Architect: Kim Dong-jin (Hongik University), L’EAU DESIGN
Location: 286-19 Haengdang-dong, Seongdong-gu, Seoul
Program: Commercial Facilities
Site area: 202.00㎡
Building area: 106.81㎡
Gross floor area: 918.48㎡
Building scope: 10F, B2
Structure: RC
Construction: Co-Workers
Completion: 2020
Photo: Kim Jae Yoon
About Kim Dong Jin
Architect D.P.L.G.
President of L’EAU DESIGN Co., Ltd. Laboratory of Environment Architecture Urbanism
Professor of the Graduate School of Architectural engineering Hong-ik University
www.leau.co.kr
leau@lycos.co.kr
Kim dong-jin studies architecture in Hongik, Seoul, and in Ecole d’Architecture de Paris-Belleville, becoming an Architect DPLG. He has worked at SAC (Seoul Architects Consultants) INTERNATIONAL, LTD. in Seoul. He is the President of L’EAU DESIGN Co., Ltd. Laboratory of Environment Architecture Urbanism, and is a professor of Hongik University.
His major works include “Bati-ㄹ“, ”Scarlet Terre house”, “Ohryu High School Renovation”, “Iridescent cloud”, “RSM Design Studio-Official Space”, “Newyork Gana Gallery” and etc. He has received Seoul Metropolitan Government Architecture Awards in 2007, Korea, Awards of the Korean Institute of Architects in 2008, 1st Young Architect Awards in 2008.
”Two worlds of different gravities under the same sky”
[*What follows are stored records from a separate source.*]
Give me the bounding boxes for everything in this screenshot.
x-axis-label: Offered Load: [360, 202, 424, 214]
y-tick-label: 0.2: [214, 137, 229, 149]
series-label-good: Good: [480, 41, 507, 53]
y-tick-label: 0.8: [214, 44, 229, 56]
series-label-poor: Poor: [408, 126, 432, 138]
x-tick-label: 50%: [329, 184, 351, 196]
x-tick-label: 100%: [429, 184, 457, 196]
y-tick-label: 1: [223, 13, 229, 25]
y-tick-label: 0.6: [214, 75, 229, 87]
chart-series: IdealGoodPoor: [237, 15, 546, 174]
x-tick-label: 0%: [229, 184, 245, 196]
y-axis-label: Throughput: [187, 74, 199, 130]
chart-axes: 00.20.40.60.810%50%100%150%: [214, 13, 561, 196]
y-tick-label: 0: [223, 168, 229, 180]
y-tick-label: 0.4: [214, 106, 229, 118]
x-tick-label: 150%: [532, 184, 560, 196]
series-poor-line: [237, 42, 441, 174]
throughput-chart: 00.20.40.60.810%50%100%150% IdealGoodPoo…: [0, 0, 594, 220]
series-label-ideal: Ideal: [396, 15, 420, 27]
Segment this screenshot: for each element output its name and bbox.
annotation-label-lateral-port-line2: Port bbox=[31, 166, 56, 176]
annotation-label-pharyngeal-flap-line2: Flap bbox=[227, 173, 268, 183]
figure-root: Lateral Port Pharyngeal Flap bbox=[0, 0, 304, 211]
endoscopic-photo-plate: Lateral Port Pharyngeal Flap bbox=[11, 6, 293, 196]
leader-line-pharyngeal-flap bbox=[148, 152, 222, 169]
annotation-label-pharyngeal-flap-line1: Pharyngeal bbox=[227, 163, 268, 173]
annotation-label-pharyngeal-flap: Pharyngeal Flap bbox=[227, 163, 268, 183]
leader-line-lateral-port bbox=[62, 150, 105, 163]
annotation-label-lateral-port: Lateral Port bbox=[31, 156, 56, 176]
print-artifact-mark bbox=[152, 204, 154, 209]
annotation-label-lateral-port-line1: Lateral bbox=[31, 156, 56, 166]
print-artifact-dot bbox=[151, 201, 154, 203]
The movie <Patema Inverted> is set in a world where opposing gravities exist sharing one sky and is a story about recognizing disparities through each other and achieving harmony. The studio apartment ‘Patema Inverted’, located at the entrance of Haengdang market, talks about how conflicting things that seem rather heterogeneous for an efficient apartment to be built can coexist.
First, the disparate level difference between the three types of building groups that form the district raised an issue. There are countless one- or two-story stores that form the market. Behind them four- to five-story office buildings are sparsely located, and high-rise buildings are widely spread out. ‘Patema Inverted’ utilized red bricks and transparent glass as exterior materials of the first and second floors, and a cafe that is open towards the market intersection was placed.
The lower floors were made into white volumes of similar levels to the neighborhood living facility buildings nearby, and the residential area on top was finished with two tones of gray cement bricks. The volume of red bricks on the ground floors naturally blends in and dissolves with the complicated market buildings in the surrounding, the relatively bright-colored middle floors are emphasized, and as the two tones of gray seem to retreat upwards for the upper floors, the heterogeneity caused by the level difference in the region is diluted and embraced.
The problem that came afterward was the inherent heterogeneity of efficient apartments in terms of functions and life patterns. The boundary between the multiple people of the market and the residents of the efficiency apartment is broken and formed again in the wide-open cafe on the first and second floors.
The upper floors were planned as housings for one- to two-person households, which are mostly university students, graduates, and newlyweds, in an attempt to bring young generations into the stagnant market. The smaller the area is, the more things there are to carefully consider in the design process. The privacy issues have to be suitably mediated while solving the lighting problem, and studies on anthropometric measurements as well as new ideas for space utilization are also required in order to avoid any areas being wasted.
We used a method of securing personal areas while bringing sunlight into the interior as evenly as possible by placing uneven windows in the interior. We hope that the external situations in the city center are attracted into the internal architectural environment and that the internal programs are sometimes naturally projected and displayed to the exterior to appear as the building’s envelope, allowing the interior and exterior to flexibly react to each other so that it becomes an architectural form that grows and evolves by itself.